Rakuten Wallet now lets users convert Rakuten Points, the loyalty currency widely used by Japanese consumers, directly into XRP. Once converted, users can trade XRP, hold it, or spend it.
The wallet also supports charging Rakuten Cash, which can then be used to pay at participating merchants. Rakuten says merchants that already accept Rakuten Pay do not need to take any additional steps, as the conversion is handled on the back end. For consumers, the process is designed to be seamless, turning loyalty rewards accumulated from purchases into a cryptocurrency that can be used for payments.

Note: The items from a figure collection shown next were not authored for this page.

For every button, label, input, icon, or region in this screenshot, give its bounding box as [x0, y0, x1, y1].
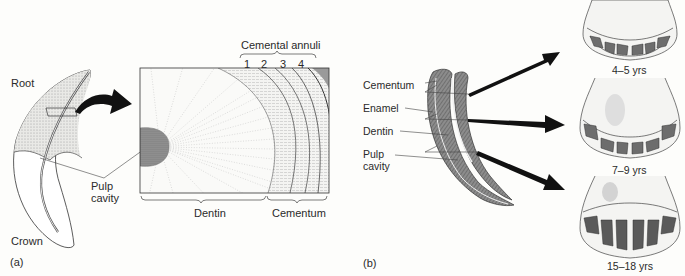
cemental-annuli-label: Cemental annuli [241, 39, 321, 51]
cross-section-panel [140, 60, 333, 200]
annulus-2-label: 2 [261, 58, 267, 70]
arrow-to-4-5-yrs-icon [468, 52, 560, 97]
age-label-7-9: 7–9 yrs [612, 164, 646, 176]
pulp-cavity-label-line2: cavity [91, 192, 119, 204]
dentin-label: Dentin [194, 207, 226, 219]
jaw-4-5-yrs [583, 0, 677, 60]
arrow-to-7-9-yrs-icon [468, 115, 565, 133]
canine-tooth-drawing [14, 70, 91, 248]
root-label: Root [11, 77, 34, 89]
b-pulp-label-line1: Pulp [363, 148, 384, 160]
annulus-3-label: 3 [280, 58, 286, 70]
incisor-tooth-drawing [428, 69, 514, 205]
crown-label: Crown [11, 235, 43, 247]
b-enamel-label: Enamel [363, 102, 399, 114]
pulp-cavity-label-line1: Pulp [91, 180, 113, 192]
jaw-7-9-yrs [580, 78, 680, 158]
b-cementum-label: Cementum [363, 79, 414, 91]
annulus-4-label: 4 [298, 58, 304, 70]
age-label-4-5: 4–5 yrs [612, 64, 646, 76]
diagram-canvas [0, 0, 685, 276]
panel-b-label: (b) [363, 257, 376, 269]
cementum-label: Cementum [272, 207, 326, 219]
b-dentin-label: Dentin [363, 125, 393, 137]
jaw-15-18-yrs [580, 176, 680, 258]
b-pulp-label-line2: cavity [363, 160, 390, 172]
annulus-1-label: 1 [244, 58, 250, 70]
age-label-15-18: 15–18 yrs [607, 260, 653, 272]
panel-a-label: (a) [10, 256, 23, 268]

Japan has maintained a relatively advanced regulatory framework for crypto, including recognizing Bitcoin as legal tender in 2017 and requiring exchanges to operate under licensing rules. Rakuten Wallet holds one of those licenses, and the company’s rollout is tied to its existing payment infrastructure rather than a standalone token feature.
Rakuten Pay’s merchant coverage spans both physical and online retail, and Rakuten Points are already embedded in consumer spending habits. By linking those points to XRP and then to payments, the integration creates a direct path from loyalty rewards to real-world transactions.
In practical terms, users can open the Rakuten Wallet app, convert Rakuten Points into XRP, and then choose to trade XRP within the platform, send it elsewhere, or charge Rakuten Cash to spend at participating locations.
The app also supports direct XRP trading, enabling users to buy, sell, or hold XRP from within the same service.
Rakuten’s move could encourage other Japanese platforms to explore similar integrations, particularly as competition in e-commerce and fintech continues. The rollout is described as still expanding, with user feedback and merchant data not yet fully available.
Rakuten Wallet indicated that additional updates are expected as the service grows, though specific details on future changes were not provided in the source content.